Seems a while since I have posted here and recently I haven't posted anything here about databases. But I continue to write and post blog articles. I have been writing some articles for my new employer over at Pythian

I went through a period where I haven't had a lot of time to keep up-to-date with what has been going on and some of the sources which I had been using as a quick summary have descended badly, ahh you get what people vote for.

Prepare for a brain dump...

It is interesting to see the change in content, and also what it takes to get an article promoted to the first couple of pages, very interesting how quickly people form blocs or cliques which provide almost guaranteed high rank.

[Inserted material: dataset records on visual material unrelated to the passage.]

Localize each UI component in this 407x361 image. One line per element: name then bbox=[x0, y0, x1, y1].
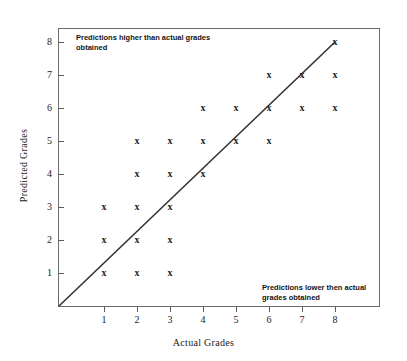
data-point: x bbox=[297, 102, 308, 113]
annotation-above-line: Predictions higher than actual grades ob… bbox=[76, 33, 216, 53]
x-axis-title: Actual Grades bbox=[0, 337, 407, 348]
data-point: x bbox=[165, 267, 176, 278]
y-axis-title: Predicted Grades bbox=[18, 96, 29, 236]
x-tick-label-3: 3 bbox=[160, 314, 180, 325]
data-point: x bbox=[99, 267, 110, 278]
data-point: x bbox=[132, 168, 143, 179]
y-tick-4 bbox=[58, 174, 64, 175]
y-tick-5 bbox=[58, 141, 64, 142]
data-point: x bbox=[165, 168, 176, 179]
x-tick-2 bbox=[137, 307, 138, 312]
y-tick-label-3: 3 bbox=[38, 201, 52, 212]
data-point: x bbox=[330, 36, 341, 47]
data-point: x bbox=[132, 201, 143, 212]
y-tick-label-8: 8 bbox=[38, 36, 52, 47]
data-point: x bbox=[165, 234, 176, 245]
data-point: x bbox=[264, 102, 275, 113]
data-point: x bbox=[99, 201, 110, 212]
y-tick-label-7: 7 bbox=[38, 69, 52, 80]
data-point: x bbox=[330, 102, 341, 113]
data-point: x bbox=[165, 201, 176, 212]
data-point: x bbox=[132, 234, 143, 245]
data-point: x bbox=[198, 135, 209, 146]
data-point: x bbox=[231, 102, 242, 113]
x-tick-6 bbox=[269, 307, 270, 312]
data-point: x bbox=[231, 135, 242, 146]
data-point: x bbox=[198, 168, 209, 179]
data-point: x bbox=[165, 135, 176, 146]
x-tick-8 bbox=[335, 307, 336, 312]
annotation-below-line: Predictions lower then actual grades obt… bbox=[262, 283, 380, 303]
data-point: x bbox=[330, 69, 341, 80]
x-tick-label-6: 6 bbox=[259, 314, 279, 325]
y-tick-1 bbox=[58, 273, 64, 274]
x-tick-label-4: 4 bbox=[193, 314, 213, 325]
y-tick-label-2: 2 bbox=[38, 234, 52, 245]
x-tick-7 bbox=[302, 307, 303, 312]
x-tick-3 bbox=[170, 307, 171, 312]
data-point: x bbox=[264, 135, 275, 146]
data-point: x bbox=[264, 69, 275, 80]
data-point: x bbox=[132, 267, 143, 278]
data-point: x bbox=[297, 69, 308, 80]
x-tick-label-8: 8 bbox=[325, 314, 345, 325]
data-point: x bbox=[132, 135, 143, 146]
x-tick-1 bbox=[104, 307, 105, 312]
data-point: x bbox=[198, 102, 209, 113]
scatter-chart: 1234567812345678 xxxxxxxxxxxxxxxxxxxxxxx… bbox=[0, 0, 407, 361]
x-tick-5 bbox=[236, 307, 237, 312]
y-tick-6 bbox=[58, 108, 64, 109]
y-tick-3 bbox=[58, 207, 64, 208]
x-tick-4 bbox=[203, 307, 204, 312]
y-tick-label-4: 4 bbox=[38, 168, 52, 179]
x-tick-label-7: 7 bbox=[292, 314, 312, 325]
y-tick-7 bbox=[58, 75, 64, 76]
y-tick-label-5: 5 bbox=[38, 135, 52, 146]
x-tick-label-5: 5 bbox=[226, 314, 246, 325]
y-tick-2 bbox=[58, 240, 64, 241]
data-point: x bbox=[99, 234, 110, 245]
x-tick-label-1: 1 bbox=[94, 314, 114, 325]
x-tick-label-2: 2 bbox=[127, 314, 147, 325]
y-tick-label-6: 6 bbox=[38, 102, 52, 113]
y-tick-label-1: 1 bbox=[38, 267, 52, 278]
y-tick-8 bbox=[58, 42, 64, 43]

In a way purchase decisions are like voting, however unlike a slight peer pressure (hard to define is it being cool, being a "friend") your personal money is on the line. There has been plenty of work done on purchasing decisions and money management where your money is on the line as opposed to other people's money.

A long line of economists from Adam Smith to Hayek use of the idea that it is impossible to determine how people act or what priorities or self-interest plays in buying and selling, hence the impossibility of trying to set a price, I agree even agent based modeling whilst better does not capture the essence of each purchase or sale decision. Stop however before we proceed to take that idea use the relativist idea that everything is subjective. What they were saying is that the price contains many many decisions reflecting the opinions of many people.
If at a point in time you can start to model and predict purchases decisions of a majority of people, or sufficient number for a profitable outcome you have gained an edge.

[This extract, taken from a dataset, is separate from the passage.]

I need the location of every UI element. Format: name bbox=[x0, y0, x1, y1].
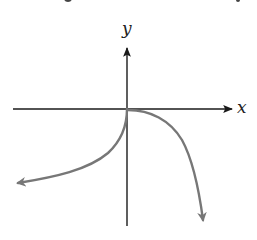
curve-right-branch bbox=[128, 110, 203, 220]
curve-left-branch bbox=[18, 109, 127, 183]
x-axis-label: x bbox=[237, 99, 247, 116]
y-axis-label: y bbox=[122, 20, 132, 37]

I wonder if this is still true where the decision has no effect on the hip-pocket (free voting) or hidden, for example taxpayer subsidies or taxpayer funded services. There is plenty of real evidence that you get the lowest common denominator or excessive freeriders (tragedy of the commons).

Would a subscription model enable news aggregator websites a cleaner picture, would the voting be just limited to the subscribers (who are paying) and therefore fit a certain demography model? What about the places like Yahoo who use the concept of futures or shares for different areas to get a feel for the buzz.

Can we use data from purchasing decisions ala Amazon to track what is hot, most books whilst not too expensive provide at least one insight what is happening. I am not sure about you but Amazon is still a personal thing. So most of my purchases from Amazon are my purchases not a family or friend.

What other sources exist?
do new academic papers provide a clue to what could be hot or what has been hot? The purchase decision isn't so much monetary, more fundamental, normally a large investment in time by the writer(s) and also the reviewers.
Unfortunately those decisions are guided like any media by editors.

So what other sources exist?

Have Fun

Saturday, September 02, 2006

Little gem found whilst websurfing

Do you still websurf?

Or is it all google and RSS and aggregators?

Is what you read presented to you as the result of a popularity contest at digg, reddit, or even google (page rank is a popularity contest)?
I am beginning to understand, partially as some of those sources signal to noise ratio decreases and partially from watching how articles become popular and how there is a huge demand for Search Engine Optimization (SEO).

I was bouncing from one article to another, seeing something interesting and opening a firefox tab to read or bookmark for later digestion and came across an interesting article or transcript of Bruce Sterling about pervasive computing. A gem!

I have listened to a couple of Bruce Sterling's presentations via podcasts from ITconversations
and old Bruce has a way with words. I rate his presentations highly and feel they are actually just as effective, just hearing the voice as I guess seeing the presentation.

I am in mind expansion mode at the moment, and it is time to learn more again.

Ever see people use the word "Grok" before? If you don't the background to the word check out Robert Heinlein "Stranger in a strange land". I am not Grok-ing stuff at the moment, I am purely sucking in new concepts before I can begin to understand.